The Curious Case of the Missing Bumbershoot
I have been member of the Helena Art Center for a few years now. Last winter the local museum, Holter Museum of Art worked with the Helena Art Center to put on a local art show for the public. It was themed as something like “unusual/uncommon words.” I majored in English in college, if there is one thing I love more than painting, it’s words. This was going to be my jam.
Then, my brain started going through unusual words – alot of them were technical and I couldn’t wrap my mind around how to paint some of those words. Then I tripped on it. I saw it written down somewhere, “bumbershoot”, and the memories came flooding back. How could I forget!?
My grandpa was born in the 1920s in Massachusetts. He always seemed like one of those very refined folks. When my mom was 18, she moved out west and met my dad some years later, so my western upbringing always had me feeling like I was in some foreign land when we went back east to visit.
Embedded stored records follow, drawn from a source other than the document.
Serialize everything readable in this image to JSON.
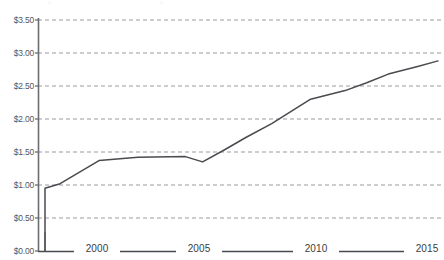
{
  "chart_data": {
    "type": "line",
    "title": "",
    "subtitle": "",
    "xlabel": "",
    "ylabel": "",
    "xlim": [
      1997.7,
      2015.9
    ],
    "ylim": [
      0,
      3.5
    ],
    "grid": true,
    "grid_style": "dashed-horizontal",
    "legend": false,
    "legend_position": "none",
    "axis_line_color": "#6b6c70",
    "series_color": "#4a4b4f",
    "y_ticks": [
      "$0.00",
      "$0.50",
      "$1.00",
      "$1.50",
      "$2.00",
      "$2.50",
      "$3.00",
      "$3.50"
    ],
    "y_tick_values": [
      0,
      0.5,
      1.0,
      1.5,
      2.0,
      2.5,
      3.0,
      3.5
    ],
    "x_ticks": [
      "2000",
      "2005",
      "2010",
      "2015"
    ],
    "x_tick_values": [
      2000,
      2005,
      2010,
      2015
    ],
    "series": [
      {
        "name": "value",
        "x": [
          1997.7,
          1997.7,
          1998.4,
          2000.2,
          2002.0,
          2004.2,
          2005.0,
          2006.0,
          2007.0,
          2008.2,
          2010.0,
          2011.6,
          2012.6,
          2013.6,
          2015.0,
          2015.9
        ],
        "values": [
          0.0,
          0.95,
          1.02,
          1.37,
          1.42,
          1.43,
          1.35,
          1.53,
          1.72,
          1.93,
          2.3,
          2.43,
          2.55,
          2.68,
          2.8,
          2.88
        ]
      }
    ],
    "annotations": []
  },
  "axis": {
    "y_tick_labels": [
      "$3.50",
      "$3.00",
      "$2.50",
      "$2.00",
      "$1.50",
      "$1.00",
      "$0.50",
      "$0.00"
    ],
    "x_tick_labels": [
      "2000",
      "2005",
      "2010",
      "2015"
    ]
  }
}
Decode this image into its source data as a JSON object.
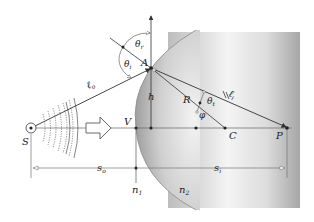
{
  "figure": {
    "colors": {
      "background": "#ffffff",
      "medium_dark": "#a9a9a9",
      "medium_light": "#f2f2f2",
      "line": "#333333",
      "guide": "#777777"
    },
    "labels": {
      "source": "S",
      "vertex": "V",
      "incidence_point": "A",
      "height": "h",
      "radius": "R",
      "center": "C",
      "image": "P",
      "object_path": "ℓ",
      "object_path_sub": "o",
      "image_path": "ℓ",
      "image_path_sub": "i",
      "theta_incident": "θ",
      "theta_incident_sub": "i",
      "theta_reflect": "θ",
      "theta_reflect_sub": "r",
      "theta_transmit": "θ",
      "theta_transmit_sub": "t",
      "phi": "φ",
      "object_distance": "s",
      "object_distance_sub": "o",
      "image_distance": "s",
      "image_distance_sub": "i",
      "n1": "n",
      "n1_sub": "1",
      "n2": "n",
      "n2_sub": "2"
    },
    "icons": {
      "source": "point-source-circle-icon",
      "propagation": "hollow-arrow-right-icon",
      "wavefronts": "wavefront-arcs-icon"
    }
  }
}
My gramps had all kinds of weird words for everything, and “bumbershoot” was one of those words.
It was a rainy day in Virginia, I was about six or seven, and he told me to get my “bumbershoot” before we went outside. I had absolutely no idea what he was talking about. In fact, I thought it was a word he made up to trick me. It was a little game for me and he was kind of chuckling as I was supposed to figure out what a “bumbershoot” was. I told him “that’s not even a real word” and “quit making up words.” He finally relented and told me what it was – an UMBRELLA! Now I really thought he was making up words!
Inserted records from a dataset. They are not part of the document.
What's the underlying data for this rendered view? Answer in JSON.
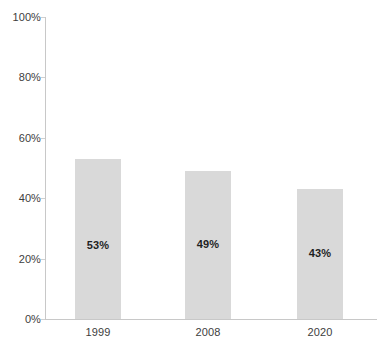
{
  "chart_data": {
    "type": "bar",
    "title": "",
    "subtitle": "",
    "xlabel": "",
    "ylabel": "",
    "categories": [
      "1999",
      "2008",
      "2020"
    ],
    "values": [
      53,
      49,
      43
    ],
    "value_labels": [
      "53%",
      "49%",
      "43%"
    ],
    "ylim": [
      0,
      100
    ],
    "y_ticks": [
      0,
      20,
      40,
      60,
      80,
      100
    ],
    "y_tick_labels": [
      "0%",
      "20%",
      "40%",
      "60%",
      "80%",
      "100%"
    ],
    "grid": false,
    "legend": null,
    "series": [
      {
        "name": "",
        "values": [
          53,
          49,
          43
        ]
      }
    ],
    "colors": {
      "bar_fill": "#d9d9d9",
      "axis_line": "#c8c8c8",
      "tick_text": "#3d3d3d",
      "value_text": "#1f1f1f",
      "background": "#ffffff"
    }
  }
}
Then as I started to read more, got older, I read the word many times and realized he was in fact not making that word up – it was real. So, when I tripped over this word for the art exhibit, I knew that’s what I had to paint. But how could I make it interesting? Well, I love to paint water. I love to paint ethereal places, and I love the color pthalo green. I also love Bob Ross. And I love to read mysteries. So, over the course of a couple weeks, the idea started to take shape in my brain. I went about it a few different ways, but ultimately landed on this beauty:
The Curious Case of the Missing Bumbershoot!